Question 7 – 31.48; 1.45m
Listen to Question 7 on theory
(The use of educational theory.)

“You are to be the teachers, and in the long run your success as a teacher depends on you being the kind of person you are, rather than on things you have learned out of books, though the books may help quite a lot.”

Question 8 – 34.15; 5.15m
Listen to Question 8 on education for success
What you said about human relationships it seems to me very important because of unifying certain terms, terms like equality and entering into inter relations between people. But when the children go out into the world what they are going to find is the dominant moral ideas are those of acquisitiveness and competitiveness, which is a different sort of morality, this is the morality of the moment.

“[acquisitiveness and competitiveness ] is not a morality at all, it is just greed really, if you reduce [acquisitiveness and competitiveness ] to moral terms.

Why shouldn’t we – greed is a moral concept and it is the dominant moral concept, it is a good one because it is going to fit people for getting on best in the world.

“I don’t think that is compatible with education. I don’t think teachers should worship what D.H Lawrence calls “The bitch goddess success”. We are not trying to make people successful – that is not your job as teachers – not even successful in examinations – that does not matter. How people get on in life – the kind of life that we live as individuals has nothing to do with success or failure within very wide limits”

This is what I would like to teach them too, this is how I feel myself. They are going to be unhappy and inferior.
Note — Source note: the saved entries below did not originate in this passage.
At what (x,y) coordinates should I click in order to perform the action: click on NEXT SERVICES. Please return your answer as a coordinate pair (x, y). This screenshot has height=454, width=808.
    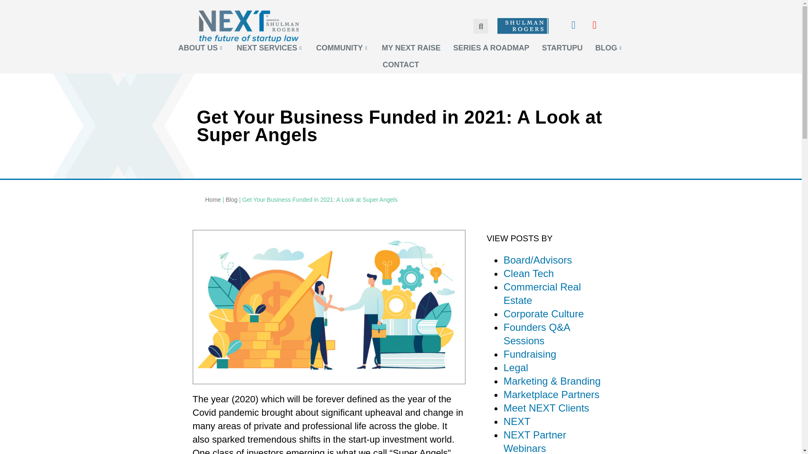
    Looking at the image, I should click on (270, 48).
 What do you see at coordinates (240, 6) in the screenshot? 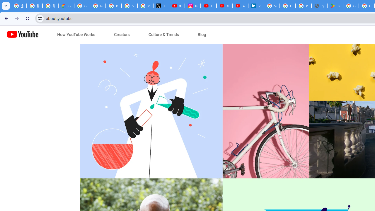
I see `YouTube Culture & Trends - YouTube Top 10, 2021` at bounding box center [240, 6].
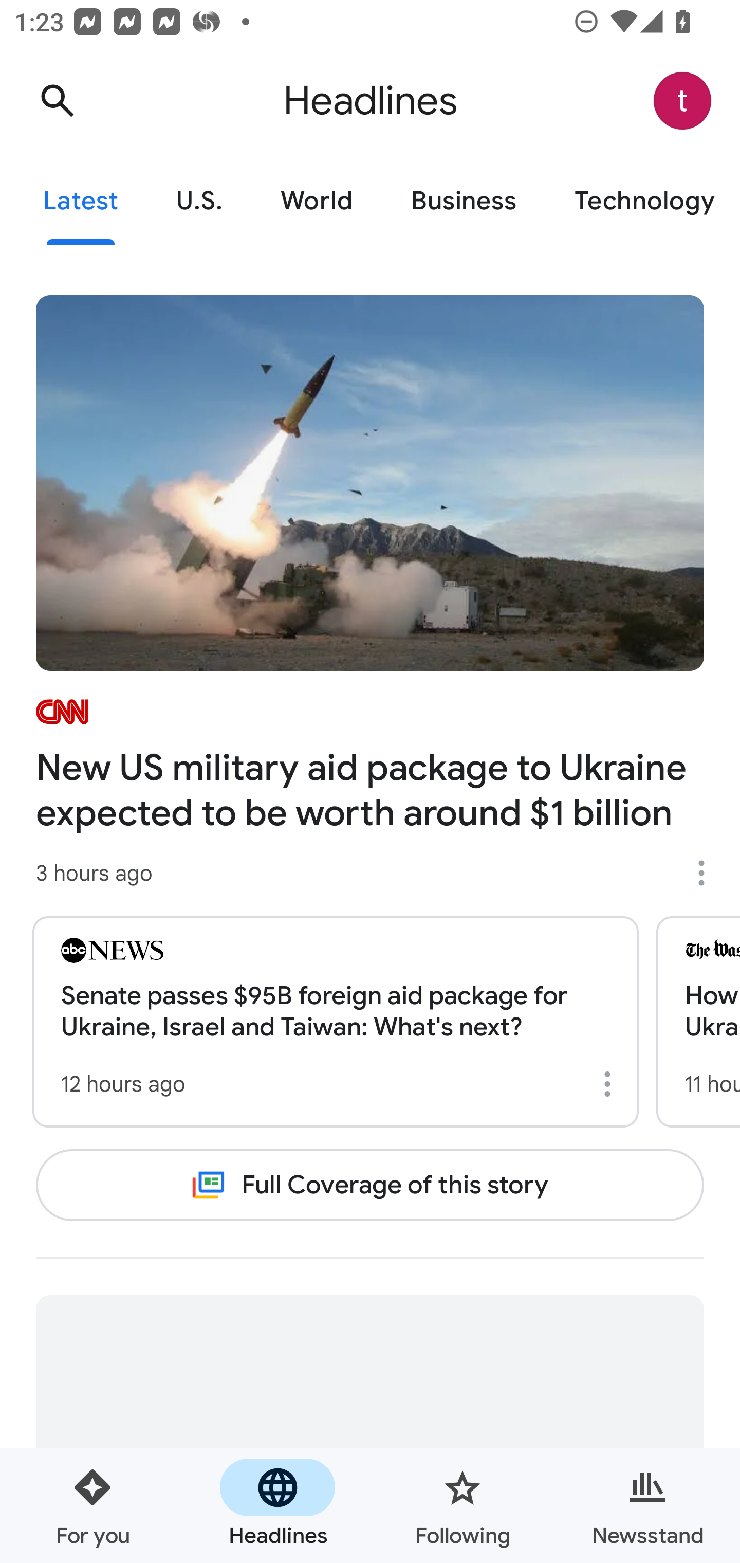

As things stand they are going to feel bad if they don’t compete on the world’s terms.

Question 9 – 39.32; 5.29m
Listen to Question 9 on perfection
the properly educated man in that once you have all the people so well educated that they understand everyone else, with a comprehension they are perfectly adapted…….. no more frustrations, no more unnatural urges, no more need to be ambitious, there is no more competition, you get perfection, a kind of paradise and then a …. society

Question 10 – 45.15; 3.14m
Listen to Question 10 on balancing priorities
When you talked a moment ago about this idea of balance can I understand that you mean here some harmonic principle by which we on the whole we can achieve this freedom of which you speak?

“No I don’t think I was thinking metaphysically at all but quite simply organising priorities.”

“Success should happen, if it happens, as an offshoot of something that arises out of doing a job properly – if it comes, good – good luck, if it doesn’t come, you haven’t lost much – you’ve got your friends.”

If we organise priorities this way does this not seem to imply that we must recognise some principle underlying this.

“One doesn’t live by principles, and I don’t think that one ought to try. One lives with one’s whole self and the effort to turn oneself into a pure intellect is disastrous because it has the effect that you can’t do anything that is purely intellectual anyway.”